Are They Protected?
The Success or Failure of the Worker Protection Standard Regulation in the Lives and Working Conditions of Oregon's Migrant Farm Workers

Marissa Maier

Objectives:

  1. (a) To assess the degree of employer compliance with the EPA Worker Protection Standards (WPS) in four migrant camps and
    (b) To assess the exposure of migrant farmworkers to pesticides.
  2. To evaluate the extent of knowledge migrant farmworkers have of pesticides (specifically: what pesticides are, what their health effects are, what the symptoms of exposure are, and how exposure can be prevented).
  3. To assess the saliency of pesticides to migrant farmworkers.

Methods: I administered a survey to 88 migrant farmworkers in four camps in the Hillsboro region of Oregon. I obtained frequency distributions and crude odds ratios using the statistical analysis package SPSS.

Results:

Conclusion:

Uneven compliance with the WPS places workers at greater risk of unsafe exposure to pesticides. The low knowledge and saliency of pesticides decreases the ability of farmworkers to address work conditions related to pesticide exposure. Government agencies should be more active in ensuring that owners fully comply with the WPS. However, the issue of pesticide exposure will not be resolved in the long term unless the broader dynamics affecting work conditions are addressed, including the international political and economic structure that creates the need for migration and the legal inequality between documented and undocumented immigrants.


▶ TASK REQUIREMENTS
Print exactly the lines below between the line holding "Task: Click on the input: end" and the line holding "In order to click on button: Calculate", inclusive, and nothing more.

▶ THE DATA
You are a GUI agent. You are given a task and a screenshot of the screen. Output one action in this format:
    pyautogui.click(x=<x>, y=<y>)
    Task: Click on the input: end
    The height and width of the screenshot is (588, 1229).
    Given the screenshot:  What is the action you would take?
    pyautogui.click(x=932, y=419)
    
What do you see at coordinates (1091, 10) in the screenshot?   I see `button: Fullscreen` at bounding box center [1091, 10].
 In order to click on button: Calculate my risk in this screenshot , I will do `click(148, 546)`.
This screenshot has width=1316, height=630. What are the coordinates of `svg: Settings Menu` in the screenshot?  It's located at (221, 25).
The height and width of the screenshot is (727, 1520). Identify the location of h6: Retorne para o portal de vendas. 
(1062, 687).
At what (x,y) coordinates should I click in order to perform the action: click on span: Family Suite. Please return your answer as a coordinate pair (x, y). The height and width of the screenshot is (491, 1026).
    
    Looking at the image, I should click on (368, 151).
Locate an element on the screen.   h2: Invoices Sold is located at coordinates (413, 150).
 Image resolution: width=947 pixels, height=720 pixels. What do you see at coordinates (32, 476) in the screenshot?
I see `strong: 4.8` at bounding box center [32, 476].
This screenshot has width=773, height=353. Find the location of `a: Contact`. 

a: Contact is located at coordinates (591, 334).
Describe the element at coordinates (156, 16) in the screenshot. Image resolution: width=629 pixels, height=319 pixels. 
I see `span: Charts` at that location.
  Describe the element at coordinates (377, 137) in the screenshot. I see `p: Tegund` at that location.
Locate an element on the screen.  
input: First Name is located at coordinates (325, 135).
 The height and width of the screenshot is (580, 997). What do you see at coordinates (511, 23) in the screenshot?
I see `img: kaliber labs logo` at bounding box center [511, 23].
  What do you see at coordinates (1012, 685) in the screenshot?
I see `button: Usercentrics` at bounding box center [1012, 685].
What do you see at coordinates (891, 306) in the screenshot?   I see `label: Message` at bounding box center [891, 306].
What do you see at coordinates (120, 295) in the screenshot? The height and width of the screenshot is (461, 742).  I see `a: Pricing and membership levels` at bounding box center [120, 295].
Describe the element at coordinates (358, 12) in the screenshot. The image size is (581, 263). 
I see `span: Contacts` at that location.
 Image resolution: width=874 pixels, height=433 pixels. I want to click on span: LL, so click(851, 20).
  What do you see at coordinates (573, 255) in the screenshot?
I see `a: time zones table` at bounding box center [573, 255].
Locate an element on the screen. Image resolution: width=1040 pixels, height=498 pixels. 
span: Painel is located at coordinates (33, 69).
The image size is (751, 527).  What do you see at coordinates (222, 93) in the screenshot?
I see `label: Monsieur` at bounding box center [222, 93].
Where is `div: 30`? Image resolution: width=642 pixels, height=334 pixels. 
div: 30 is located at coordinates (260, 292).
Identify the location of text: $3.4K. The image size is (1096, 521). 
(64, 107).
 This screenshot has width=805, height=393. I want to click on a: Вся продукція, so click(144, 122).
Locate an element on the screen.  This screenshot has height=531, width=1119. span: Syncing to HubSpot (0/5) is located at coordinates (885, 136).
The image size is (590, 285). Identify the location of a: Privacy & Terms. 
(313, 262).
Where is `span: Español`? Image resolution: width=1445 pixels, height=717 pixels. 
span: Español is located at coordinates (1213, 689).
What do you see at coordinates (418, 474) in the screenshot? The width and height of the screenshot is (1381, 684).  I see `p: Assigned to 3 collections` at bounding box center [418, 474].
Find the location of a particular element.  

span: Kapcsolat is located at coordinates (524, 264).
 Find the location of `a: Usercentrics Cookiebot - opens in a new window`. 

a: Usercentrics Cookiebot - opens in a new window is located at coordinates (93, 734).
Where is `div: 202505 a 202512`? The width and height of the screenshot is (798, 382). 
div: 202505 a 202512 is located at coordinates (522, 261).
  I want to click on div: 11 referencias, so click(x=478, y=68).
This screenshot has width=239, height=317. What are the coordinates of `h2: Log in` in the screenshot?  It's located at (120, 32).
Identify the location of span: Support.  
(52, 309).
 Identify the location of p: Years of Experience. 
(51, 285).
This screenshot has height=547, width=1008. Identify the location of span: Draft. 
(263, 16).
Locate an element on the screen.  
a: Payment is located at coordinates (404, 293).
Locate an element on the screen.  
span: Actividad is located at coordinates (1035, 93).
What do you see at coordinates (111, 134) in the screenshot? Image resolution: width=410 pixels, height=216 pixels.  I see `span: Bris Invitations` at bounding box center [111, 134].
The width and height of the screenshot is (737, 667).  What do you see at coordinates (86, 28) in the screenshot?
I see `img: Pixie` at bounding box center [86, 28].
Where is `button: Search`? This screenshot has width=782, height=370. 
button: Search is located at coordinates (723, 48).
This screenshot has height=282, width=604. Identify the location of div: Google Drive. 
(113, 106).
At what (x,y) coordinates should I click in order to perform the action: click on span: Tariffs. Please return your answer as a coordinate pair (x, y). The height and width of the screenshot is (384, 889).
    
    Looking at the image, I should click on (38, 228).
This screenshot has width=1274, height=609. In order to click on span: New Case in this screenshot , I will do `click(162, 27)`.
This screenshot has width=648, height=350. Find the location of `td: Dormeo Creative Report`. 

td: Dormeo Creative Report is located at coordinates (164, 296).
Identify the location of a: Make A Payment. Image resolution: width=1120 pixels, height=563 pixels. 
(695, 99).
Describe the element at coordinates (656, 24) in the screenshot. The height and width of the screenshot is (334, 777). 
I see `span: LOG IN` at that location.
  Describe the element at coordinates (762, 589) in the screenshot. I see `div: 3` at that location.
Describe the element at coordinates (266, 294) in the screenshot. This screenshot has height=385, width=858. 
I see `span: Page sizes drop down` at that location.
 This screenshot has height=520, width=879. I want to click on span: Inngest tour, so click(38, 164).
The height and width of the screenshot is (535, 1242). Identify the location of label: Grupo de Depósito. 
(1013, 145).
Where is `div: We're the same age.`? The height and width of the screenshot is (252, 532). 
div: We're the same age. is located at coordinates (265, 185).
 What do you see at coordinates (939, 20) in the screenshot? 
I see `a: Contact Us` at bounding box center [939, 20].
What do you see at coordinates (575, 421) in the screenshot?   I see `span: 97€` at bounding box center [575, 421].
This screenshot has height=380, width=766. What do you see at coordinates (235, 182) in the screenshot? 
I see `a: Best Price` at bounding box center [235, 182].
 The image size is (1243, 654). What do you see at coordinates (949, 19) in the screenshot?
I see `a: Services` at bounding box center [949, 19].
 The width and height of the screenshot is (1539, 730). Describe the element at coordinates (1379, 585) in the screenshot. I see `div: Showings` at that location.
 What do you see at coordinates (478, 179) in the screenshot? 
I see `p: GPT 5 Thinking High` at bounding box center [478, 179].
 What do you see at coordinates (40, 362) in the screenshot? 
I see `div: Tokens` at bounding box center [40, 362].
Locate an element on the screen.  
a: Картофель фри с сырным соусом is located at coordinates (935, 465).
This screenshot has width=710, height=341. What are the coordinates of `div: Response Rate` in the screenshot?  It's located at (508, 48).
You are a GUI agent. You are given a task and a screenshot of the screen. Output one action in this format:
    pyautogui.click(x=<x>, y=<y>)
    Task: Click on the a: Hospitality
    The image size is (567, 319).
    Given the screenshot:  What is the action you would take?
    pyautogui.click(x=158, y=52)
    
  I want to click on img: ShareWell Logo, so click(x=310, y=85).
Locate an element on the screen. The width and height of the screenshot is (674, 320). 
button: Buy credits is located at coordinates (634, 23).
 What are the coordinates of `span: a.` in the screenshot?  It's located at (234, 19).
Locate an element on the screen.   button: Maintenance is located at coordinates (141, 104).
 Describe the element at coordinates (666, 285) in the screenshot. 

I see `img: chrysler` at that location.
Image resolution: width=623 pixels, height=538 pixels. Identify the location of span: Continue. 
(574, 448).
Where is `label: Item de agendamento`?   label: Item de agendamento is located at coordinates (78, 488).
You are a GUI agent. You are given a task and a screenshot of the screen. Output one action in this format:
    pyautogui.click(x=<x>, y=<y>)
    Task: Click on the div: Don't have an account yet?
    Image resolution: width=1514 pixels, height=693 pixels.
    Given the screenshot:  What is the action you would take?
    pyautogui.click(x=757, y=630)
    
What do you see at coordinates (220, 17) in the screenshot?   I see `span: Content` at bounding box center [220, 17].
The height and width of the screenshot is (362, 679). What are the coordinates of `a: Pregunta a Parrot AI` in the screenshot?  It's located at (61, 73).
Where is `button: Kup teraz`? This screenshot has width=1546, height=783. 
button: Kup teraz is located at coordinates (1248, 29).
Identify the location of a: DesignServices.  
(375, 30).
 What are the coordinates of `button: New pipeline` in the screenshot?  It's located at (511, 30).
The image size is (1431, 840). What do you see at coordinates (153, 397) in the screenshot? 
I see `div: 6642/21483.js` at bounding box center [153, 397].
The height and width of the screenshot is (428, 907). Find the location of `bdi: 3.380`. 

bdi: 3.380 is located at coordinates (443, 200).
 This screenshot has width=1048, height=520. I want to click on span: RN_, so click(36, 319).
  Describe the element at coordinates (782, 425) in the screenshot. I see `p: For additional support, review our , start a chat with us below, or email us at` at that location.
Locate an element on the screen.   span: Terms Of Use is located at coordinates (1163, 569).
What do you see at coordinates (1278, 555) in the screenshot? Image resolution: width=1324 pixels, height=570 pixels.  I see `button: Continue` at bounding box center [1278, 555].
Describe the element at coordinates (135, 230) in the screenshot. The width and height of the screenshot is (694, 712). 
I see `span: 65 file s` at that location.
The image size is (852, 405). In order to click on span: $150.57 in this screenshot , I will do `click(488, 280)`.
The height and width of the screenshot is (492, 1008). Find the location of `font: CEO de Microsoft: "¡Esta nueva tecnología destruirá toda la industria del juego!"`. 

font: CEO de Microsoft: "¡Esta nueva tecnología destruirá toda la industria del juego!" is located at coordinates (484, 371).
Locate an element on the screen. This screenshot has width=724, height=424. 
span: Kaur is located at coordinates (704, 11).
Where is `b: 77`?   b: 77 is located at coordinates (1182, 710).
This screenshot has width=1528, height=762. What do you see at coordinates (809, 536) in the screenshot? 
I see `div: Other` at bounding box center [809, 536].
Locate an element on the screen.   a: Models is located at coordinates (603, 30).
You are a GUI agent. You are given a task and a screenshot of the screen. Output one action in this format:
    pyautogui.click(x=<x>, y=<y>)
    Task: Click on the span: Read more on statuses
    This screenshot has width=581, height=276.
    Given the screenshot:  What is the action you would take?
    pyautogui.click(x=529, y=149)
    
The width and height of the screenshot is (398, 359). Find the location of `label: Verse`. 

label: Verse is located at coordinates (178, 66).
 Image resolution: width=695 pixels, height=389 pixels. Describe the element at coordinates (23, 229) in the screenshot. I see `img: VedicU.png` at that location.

▶ FINISHED TASK
    Task: Click on the input: end
    The height and width of the screenshot is (588, 1229).
    Given the screenshot:  What is the action you would take?
    pyautogui.click(x=932, y=419)
    
What do you see at coordinates (1091, 10) in the screenshot?   I see `button: Fullscreen` at bounding box center [1091, 10].
 In order to click on button: Calculate my risk in this screenshot , I will do `click(148, 546)`.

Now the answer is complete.